The idea for this show was sparked at the Maryhill Museum of Art, where Reidel was inspired by Rodin’s sculpture and even more captivated by the photos of his entourage of artists, poets, and dancers. Who could be the unknown photographer who is attributed to some of the photos of his sculptures, Reidel wondered?
The exhibit will also include bronze sculptures by Michael Magrath, director of Magrath Sculpture Atelier at the Gage Art Academy, and its opening reception will include the performance of two original dance works by Abby Enson and Arlette Moody. Enson will portray Rodin’s muse, Loie Fuller, and Arlette Moody will channel famed dancer Isadora Duncan. The dances will be performed, with an accompaniment of music and light by Christopher Overstreet, at 6:30 p.m. and 7:15 p.m. Friday, Jan. 10, in VCA’s atrium.
VCA’s gift shop will also be filled with “Warm & Fuzzy” — a collection of handcrafted scarves, shawls, socks, and hats by Vashon fiber artists. Additionally, the Bill Rives photography show, “Wild Places,” will continue to be shown in VCA’s atrium.
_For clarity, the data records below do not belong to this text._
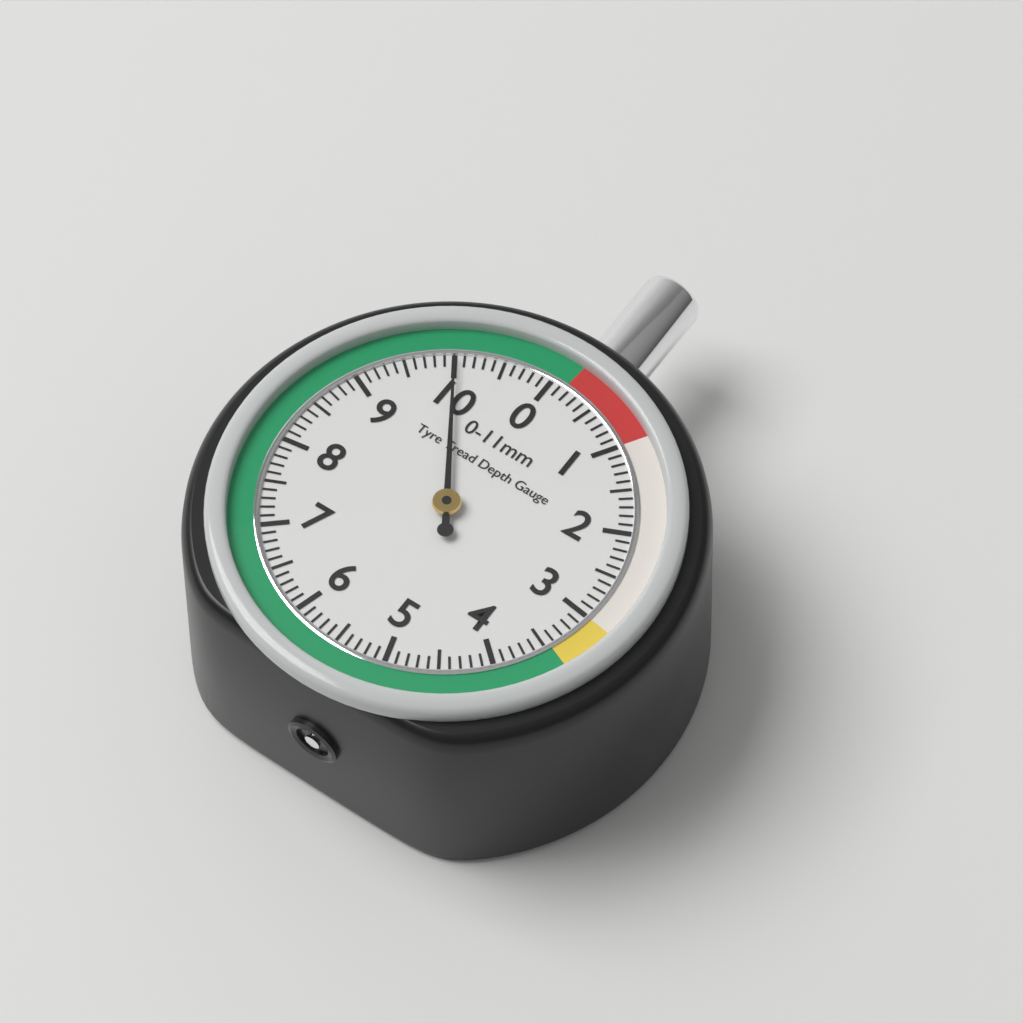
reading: 10.0 mm
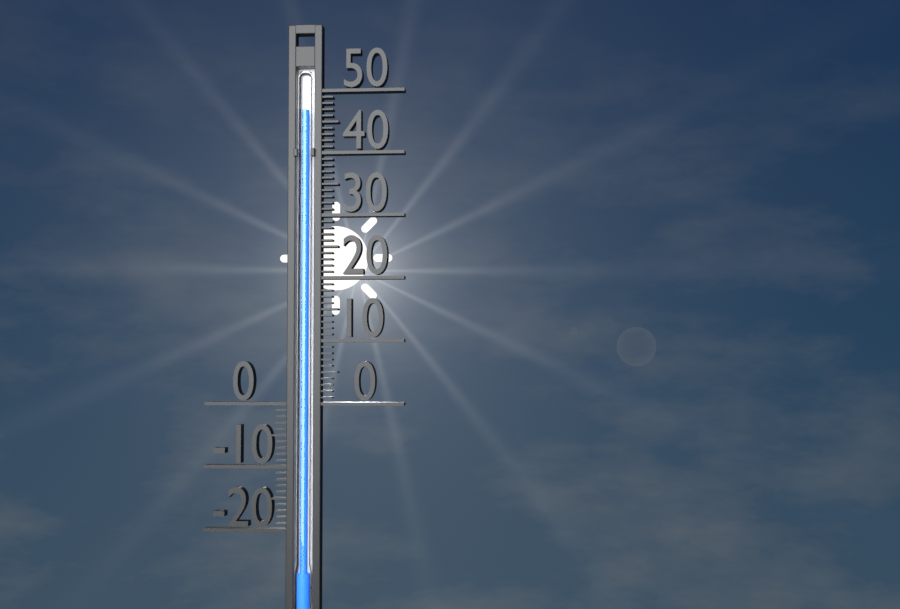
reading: 47 (no unit)
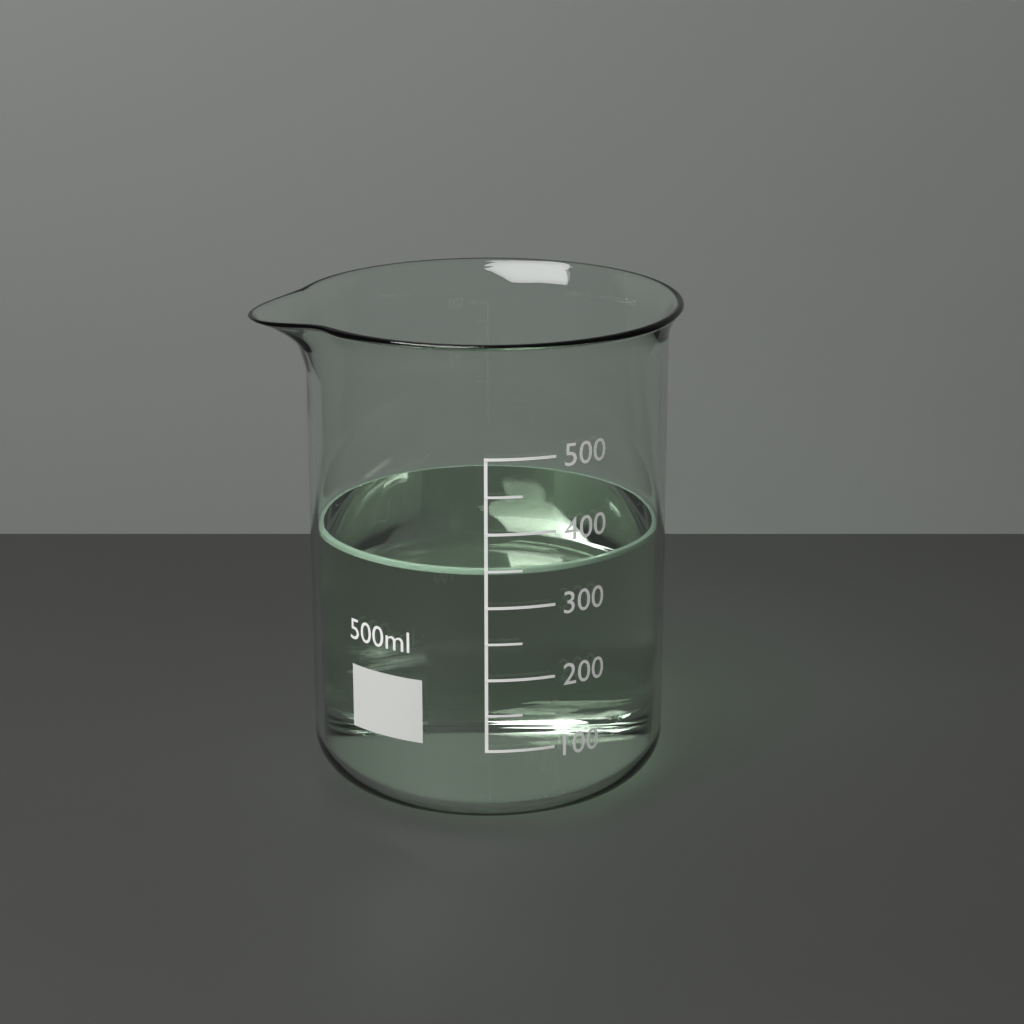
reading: 350 ml
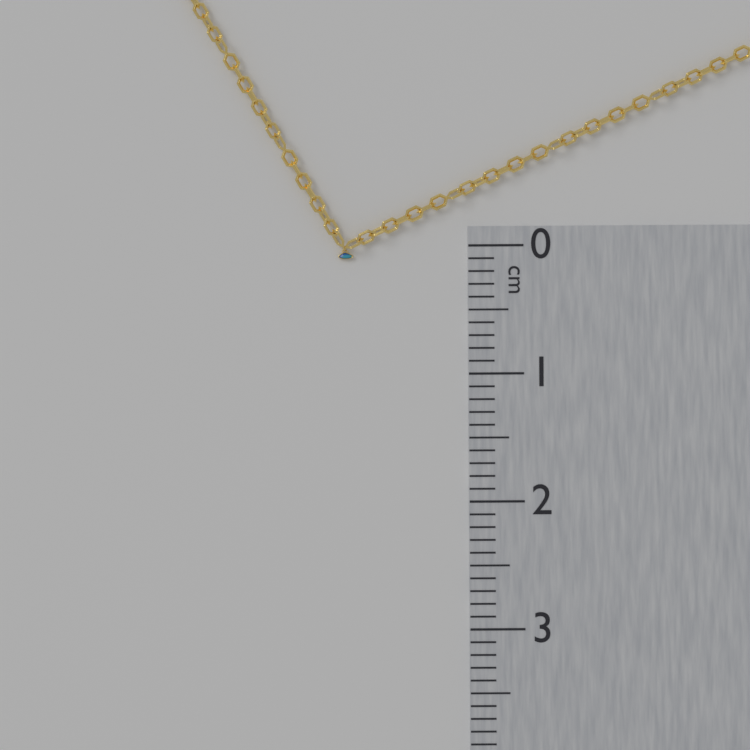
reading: 0.1 cm
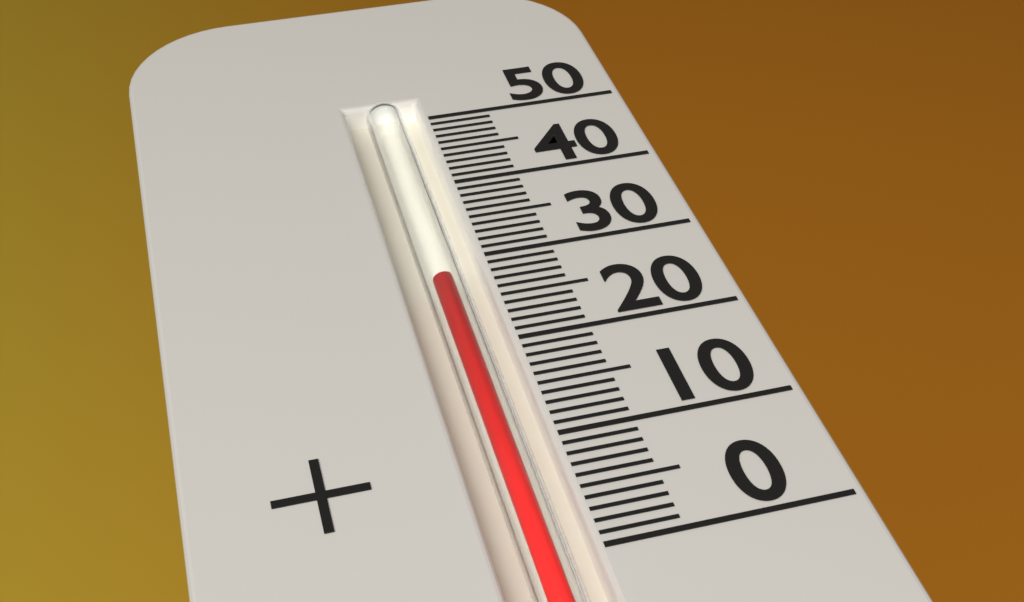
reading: 28 (no unit)
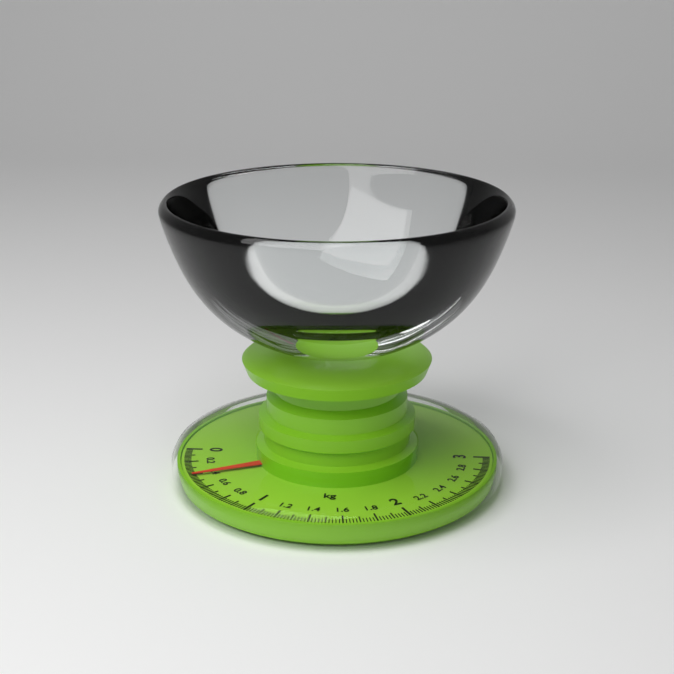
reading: 0.42 kg
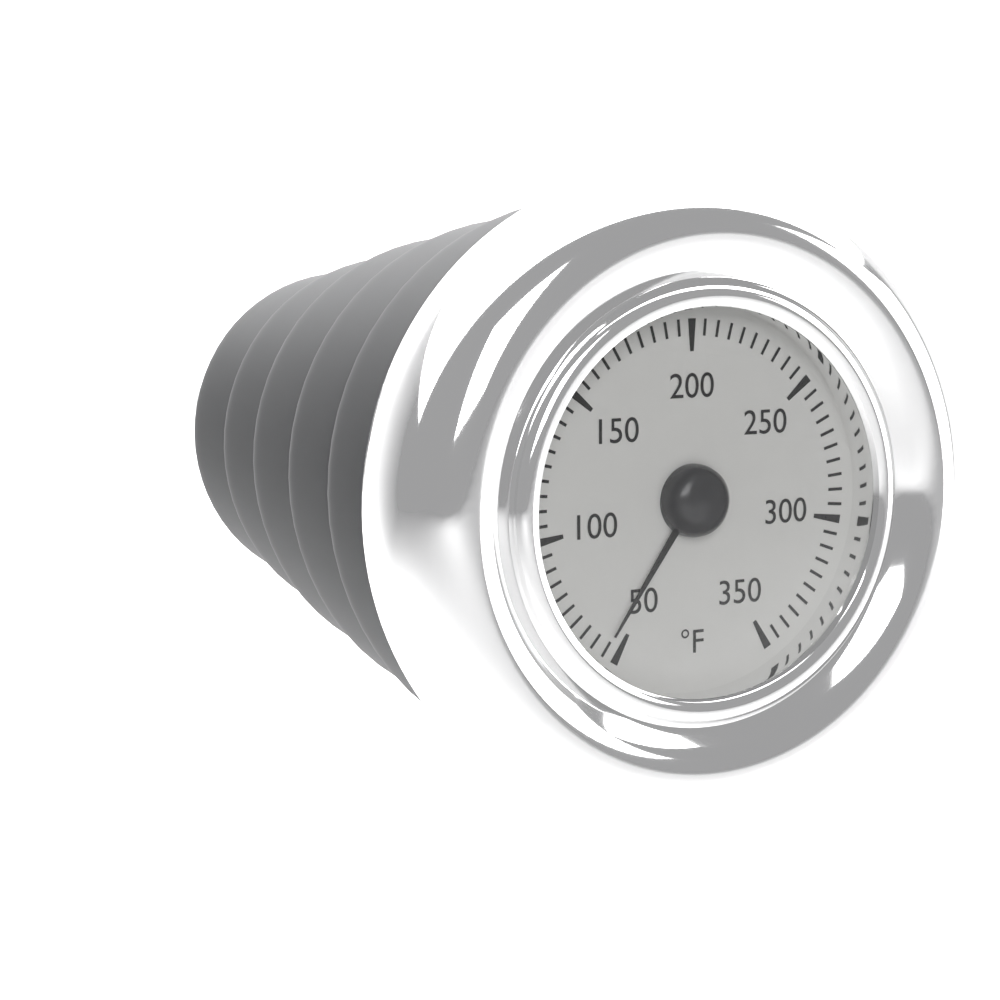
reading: 55 °F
The selections for the show come primarily from the Glacier Bay wilderness in Alaska, the Osa Peninsula tropical rainforest of Costa Rica, the wilds of Zambia and the Sonoran Desert, all places Bill has explored on foot and by kayak with his camera.
Vashon Senior Center
A show running through February, “Watercolor Creators,” will feature the work of Geri Peterson’s watercolor painting students. Some students participate in a group painting, others painted alone. In her classes, Peterson demonstrates a technique, then works one-on-one with students while ideas are shared and techniques tried out in a relaxed environment.
The opening reception will take place from 5 to 8 p.m. at the Senior Center on Bank Road. Artists include Sue Weston, Wesley Rodgers, Linda Fox, Inge King and Will Lockwood.